Mirrorsoft was the interactive publishing arm of Mirror Group Newspapers and had been considered a pillar of British games publishing, with an excellent slate of developers and licences. To
Cecil and the staff of Revolution, the connection to Mirror Group’s controversial owner Robert Maxwell was a trivial detail, never once impinging on their relationship with his company. Their
insouciance
was ill founded, but in this they were hardly alone. In November 1994, Maxwell fell off his yacht and drowned.

In the wake of the accident, his publishing empire, which had been fraudulently financed from its own pension fund, collapsed. Like the rest of Maxwell’s businesses, Mirrorsoft fell into
administration. ‘It was extraordinary,’ says Cecil. ‘This was a powerhouse.’

Until then, Revolution’s destiny had appeared set on the same path as other new developers in the industry – accept funding, develop a game, and then give up its IP, or at least
share enough of it that they could never really own it. But the fall of Mirrorsoft occurred at a pivotal time: after it had insisted on granting Revolution an extension to accommodate Cecil’s
ridiculous title, and a few weeks before these final changes were due for completion. And under their contract, as Mirrorsoft collapsed while
Lure of the Temptress
was in development, the
intellectual property rights reverted to Revolution.

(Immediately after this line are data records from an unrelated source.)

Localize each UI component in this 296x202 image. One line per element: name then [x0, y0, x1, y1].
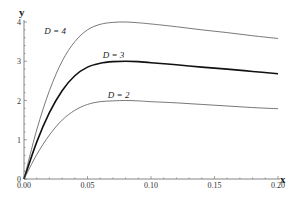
curves — [24, 22, 278, 179]
curve-labels: D = 4D = 3D = 2 — [43, 26, 130, 100]
series-line — [24, 22, 278, 179]
y-tick-label: 3 — [17, 57, 21, 66]
x-tick-label: 0.10 — [144, 181, 158, 190]
y-tick-label: 2 — [17, 97, 21, 106]
series-line — [24, 101, 278, 180]
curve-label: D = 2 — [107, 90, 130, 100]
y-tick-label: 1 — [17, 136, 21, 145]
x-tick-label: 0.15 — [208, 181, 222, 190]
x-ticks: 0.000.050.100.150.20 — [17, 176, 285, 190]
x-tick-label: 0.05 — [81, 181, 95, 190]
y-tick-label: 4 — [17, 18, 21, 27]
curve-label: D = 3 — [102, 50, 125, 60]
y-axis-title: y — [19, 6, 25, 18]
y-tick-label: 0 — [17, 175, 21, 184]
y-ticks: 01234 — [17, 18, 27, 184]
curve-label: D = 4 — [43, 26, 66, 36]
x-axis-title: x — [280, 173, 286, 185]
line-chart: 0.000.050.100.150.20 01234 x y D = 4D = … — [0, 0, 296, 202]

Revolution wasn’t the only developer that stood to benefit from Mirrosoft’s failure, but there was a catch. The clause in the contract was quite clear that notice had to be served to
the address given on the Article of Recitals – an obscure quirk that all of Revolution’s contemporaries missed. ‘A lot of developers thought they had struck lucky,’ says
Cecil, ‘but they were caught out.’ In their haste they served notice to Mirrorsoft’s main address on the South Bank in London, and because of this they found themselves, and their
intellectual property, bound by the administrators under their contract.

But not Revolution. Cecil carefully executed the notice, and the intellectual property was secure. Revolution had been funded into existence with an almost complete game, which it was now free
to sell to any publisher it could find. Cecil’s josh about the title had earned him his company.

The staff still needed an income, though, so Cecil sold a twenty-five per cent stake in Revolution to Virgin Games, where some of Mirrorsoft’s former staff had taken employment. It was an
energetic company, and according to Cecil, ‘very, very good at marketing’. In its hands,
Lure of the Temptress
was a hit. Revolution’s instinctual feel for
gameplay and tone was appreciated by reviewers and adored by players, and with its star in the ascendant, Virgin put Revolution in touch with one of its most valuable contacts.